BEGIN Supplied records
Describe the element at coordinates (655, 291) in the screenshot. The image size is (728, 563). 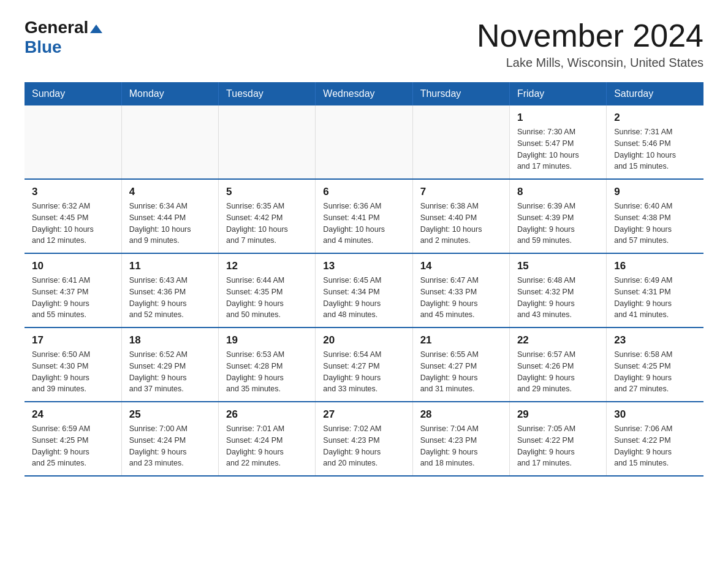
I see `calendar-cell: 16Sunrise: 6:49 AM Sunset: 4:31 PM Dayli…` at that location.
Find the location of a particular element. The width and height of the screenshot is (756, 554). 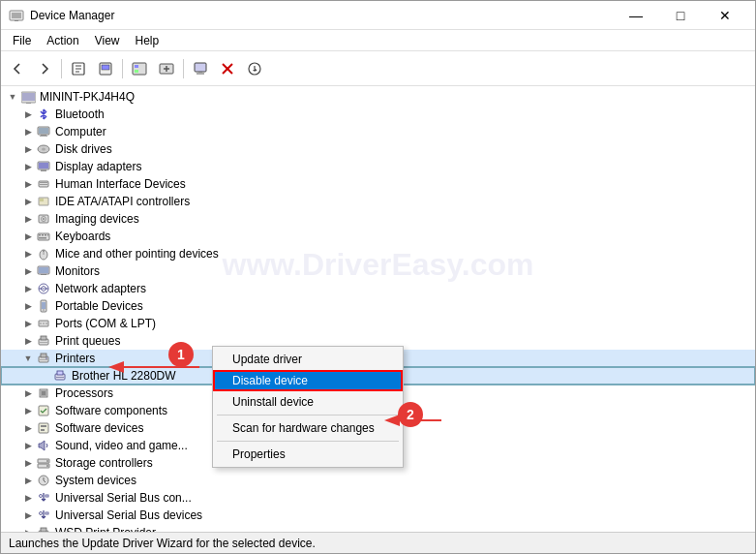

toolbar-driver is located at coordinates (106, 69).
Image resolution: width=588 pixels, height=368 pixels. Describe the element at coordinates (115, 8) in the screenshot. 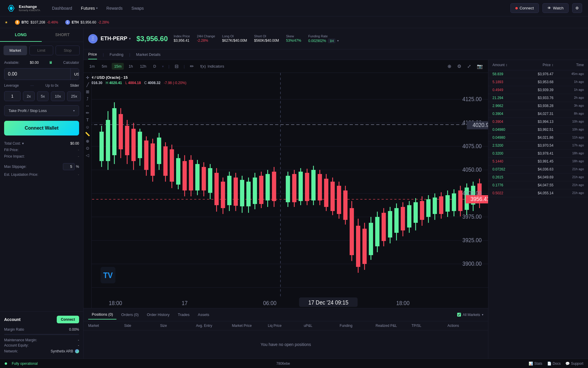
END Supplied records
_What you should do:_
Pictures stay out; everything else in the listing above gets restated word for word.

_Finished exercise:_
Describe the element at coordinates (655, 291) in the screenshot. The image size is (728, 563). 
I see `calendar-cell: 16Sunrise: 6:49 AM Sunset: 4:31 PM Dayli…` at that location.
Find the location of a particular element. The width and height of the screenshot is (756, 554). 

toolbar-driver is located at coordinates (106, 69).
Image resolution: width=588 pixels, height=368 pixels. Describe the element at coordinates (115, 8) in the screenshot. 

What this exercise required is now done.